Researchers are examining combination therapies with immunotherapy, with and without chemotherapy.
Combination treatments involving checkpoint inhibitors continue to gain attention, including both combinations involving more than 1 immunotherapy and those that involve immunotherapy and chemotherapy. Researchers continue to seek biomarkers that will allow them to match treatment combinations with patients who will most benefit.
On Monday, Bristol-Myers Squibb followed up on results it released earlier this year from the phase 3 Checkmate 227 trial in non-small cell lung cancer (NSCLC); it previously presented results from the nivolumab (Opdivo) and ipilimumab (Yervoy) combination, which showed that this combination reduced progression risk 42% for patients with a high tumor mutation burden.
Results presented at the American Society of Clinical Oncology (ASCO) involve patients in the trial arm treated with nivolumab and chemotherapy. Researchers report results for 550 chemotherapy-naïve patients with stage IV or recurrent NSCLC; they had no known EGFR/ALK mutations, and had < 1% PD-L1 expression. These included 177 in the nivolumab plus chemotherapy arm, compared with 186 who were treated with chemotherapy only.

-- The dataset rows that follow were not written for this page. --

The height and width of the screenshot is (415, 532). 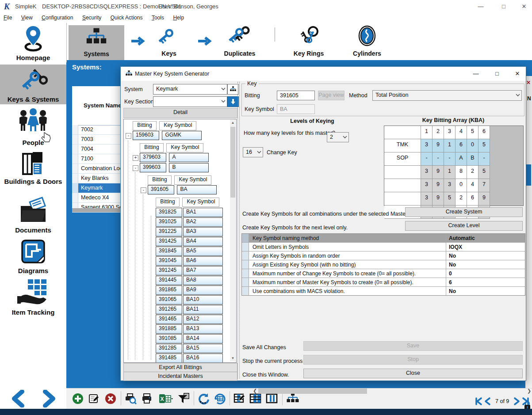 What do you see at coordinates (203, 329) in the screenshot?
I see `change-symbol: BA13` at bounding box center [203, 329].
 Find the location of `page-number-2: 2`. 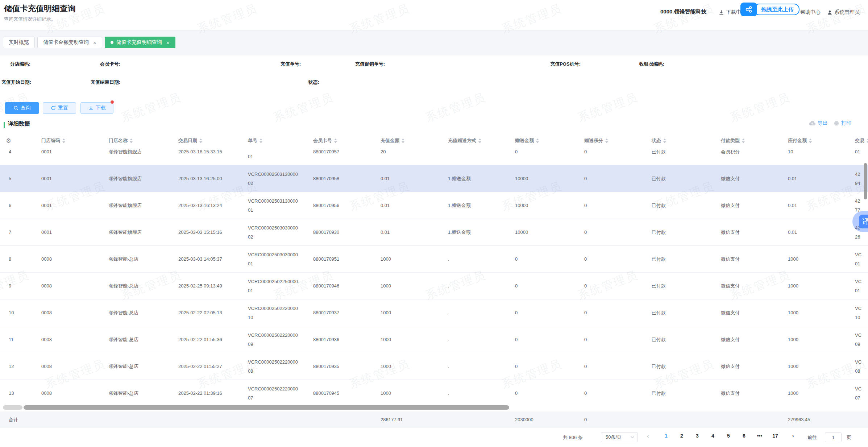

page-number-2: 2 is located at coordinates (682, 436).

Those taking the nivolumab-chemotherapy arm had improved progression-free survival (PFS) over the chemotherapy arm (hazard ratio = 0.74; CI, 0.58-0.94). Minimum follow-up was 11.2 months, and patients were treated up to 2 years. Most subgroups saw PFS with the nivolumab-chemotherapy combination, but the benefit was more pronounced among non-squamous (HR = 0.68) than among squamous (HR = 0.92).
The rates of adverse events that caused patients to stop taking therapy were about the same in both the nivolumab-chemotherapy arm (13%) and the chemotherapy arm (14%).
Reference
Borghaei H, Hellman MD, Paz-Ares LG, et al. Nivolumab + platinum doublet chemotherapy vs chemo as first-line treatment for advanced non-small cell lung cancer (NSCLC) with < 1% tumor PD-L1 expression. J Clin Oncol 2018; 36 (suppl; abstr 9001).